The book does briefly explore various issues – immigration, the rise of right-wing politics, high levels of taxation and government involvement in society, the causes of Iceland’s economic woes – mostly through talking to a small group of writers and professors who give rather fuzzy impressionistic answers. But he never does really get “behind the myth” in the way I expected. After his stroll through the housing project, he observes that its Swedish neighbors, said to resent the immigrants, “probably faced precisely the same problems as their immigrant neighbors in Herregården – poor education, few opportunities, little hope, and no money – yet each was fearful and resentful of the other.”

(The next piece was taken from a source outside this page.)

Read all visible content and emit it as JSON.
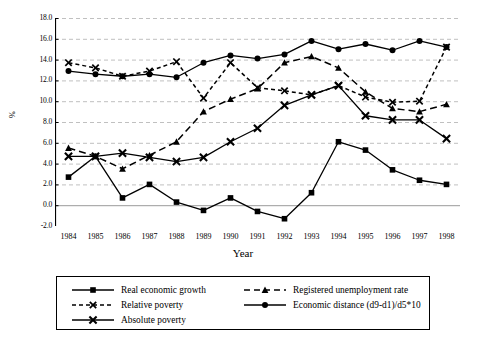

Wait. Stop the presses. This is it – this is “behind the myth.” Sweden isn’t supposed to have people, especially native-born ethnic Swedes, with “poor education, few opportunities, little hope, and no money.” Isn’t that the entire point of the welfare state? Isn’t that the heart of the “myth”? And yet Booth just keeps tripping blithely along, talking about views on immigration and even including a chapter entitled “Class” that turns out to be all about the weirdness of the Scandinavian monarchies. In another baffling omission, he observes that a Norwegian museum “featur[es] the usual Nordic tiptoeing around the subject of their oppressed indigenous minority,” then proceeds to describe the exhibit, note the Sami’s territory and numbers, and never mention them again. I checked the index just to make sure and yep, this is the only mention in the entire book. How you can think you’re writing a book about a region’s negative aspects and not include its generational poverty or oppressed indigenous minority, I have no idea. But on to Legoland!

The book is very focused on the author’s own experiences and observations, while some of his theories are just wacky. For instance, he theorizes that Finnish men drink too much because their country has a long history of foreign rule and military defeat, never mind that this does not appear to affect modern-day Finns in any way. He even writes about floating this theory to others, who all shoot it down, which doesn’t stop him from devoting a full two pages to defending it in the book.

Now sure, if you are looking for a lighthearted travelogue that will introduce you to a few cultural concepts, and fill you in on a bit of history and politics, this may be the book for you. I didn’t find it as funny as others did, perhaps because it relies heavily on pop culture references that don’t mean anything to me (“Swedish unemployment figures are about as reliable as Joan Collins’s age”). The book is just so long, without achieving any real depth, that at times I considered not even finishing it. I did learn some things from it, but I would have appreciated it more if it had been pared down and marketed as the lighthearted travelogue that it is.